Album Review: Randy Rogers Band’s ‘Hellbent ‘

There may be a time in the future when the Randy Rogers Band shows signs of weakening or slowing down, but for now, this is a group Hellbent on charging ahead with a healthy balance of looking back and appreciating where they’re at in the here and now.

Written by Lauren Laffer
Album Review: Randy Rogers Band’s ‘Hellbent ‘
Left to Right: Johnny “Chops” Richardson, Les Lawless, Randy Rogers, Geoffrey Hill, Brady Black, Todd Stewart; Photo courtesy of Marushka Media

For their eighth studio album, Texas-bred road warriors Randy Rogers Band didn’t set out to reinvent the country-rock wheel they’ve rolled so successfully for nearly two decades. But with the help of super-producer Dave Cobb and the historic aura of the legendary RCA Studio A where Hellbent was recorded, the Lone Star honky tonk heroes did add a fresh coat of paint to its well-traveled, time-tested sound.

Perhaps the most obvious sign the band is traversing into slightly new terrain is a greater amount of story songs. It’s not that Rogers has had any sort of unrelenting reliance on the straight-forward love song or all-encompassing slice-of-life tune, but here we see him capably assume the role of narrator to great storytelling effect.

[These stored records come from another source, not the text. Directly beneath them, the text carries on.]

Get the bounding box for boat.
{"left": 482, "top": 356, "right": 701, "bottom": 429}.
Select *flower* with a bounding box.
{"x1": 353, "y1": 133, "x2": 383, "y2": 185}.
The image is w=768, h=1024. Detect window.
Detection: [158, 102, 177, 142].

Randy Rogers Band; Original artwork by Morgan Avary

Randy Rogers Band; Original artwork by Morgan Avary

“Wine in a Coffee Cup” tells the less-than-glamorous story of a functioning alcoholic businesswoman grinding through the modern world. In it Rogers sings “her Hollywood smile is just a big disguise” in a way that simply relays her all-too-relatable daily travails, rather than judging her for the self-medicating she administers to get from home, to the office, and back, day after day. “We Never Made it to Mexico” is a Tejano-inflected tune where Rogers deploys a bit of Spanish-speaking prowess to color the story of a broken-hearted hombre left with only “tequila at the airport hotel” after his love leaves him. With a backdrop of Flamenco-style guitar picking, this contagious ditty is uniquely singular in the Rogers catalog.

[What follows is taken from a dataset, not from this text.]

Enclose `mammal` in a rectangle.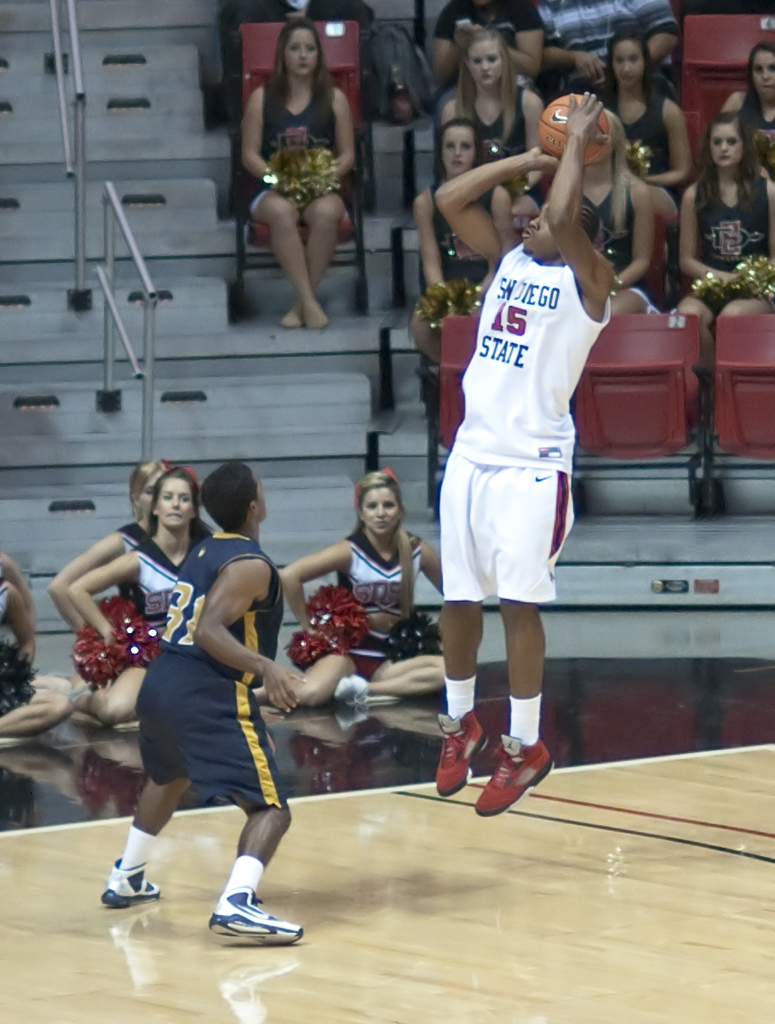
detection(47, 456, 177, 713).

But it’s the up-tempo, rousing, beer-hoisting sing-along “Crazy People” that has a strong case as the single greatest example of the freshness contained within this 11-song collection.

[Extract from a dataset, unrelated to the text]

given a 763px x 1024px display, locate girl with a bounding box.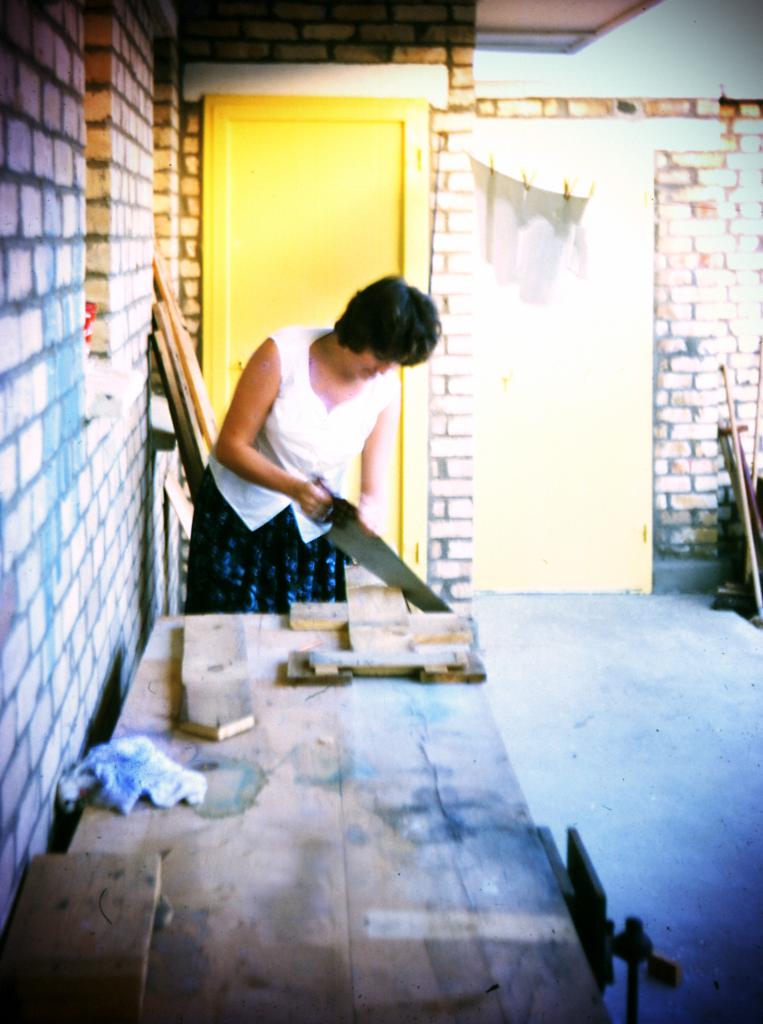
Located: (left=183, top=272, right=440, bottom=610).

Not only does Rogers sing about the “heart breakin’, money wastin’, hell raisin’ crazy people” many Bible-thumping small-town parents warn their impressionable children about, but the band does something they’ve never done before together on record.

They “nah nah nah.”

As much as the chorus to “Crazy People” penetrates your frontal lobe with the it’s-good-to-be-bad storyline, it’s the band jumping in behind Rogers with the harmonically soaring “nah nah nah nah” that makes this song simply shoot out of the speakers. And, again, it’s a new element you won’t hear in the rest of the RRB canon.

But it’s not all experimental reinvention here. For every tune with a funky twist there are several expertly crafted numbers that slip around the ears almost too comfortably. “Hell Bent on a Heartache” is a sad Guy Clark song the group revs up just enough to make their own, while “Anchors Away” is a sweeping, love-at-all-costs anthem that’ll magnetize couples every time it’s played live.

There may be a time in the future when the Randy Rogers Band shows signs of weakening or slowing down, but for now, this is a group Hellbent on charging ahead with a healthy balance of looking back and appreciating where they’re at in the here and now.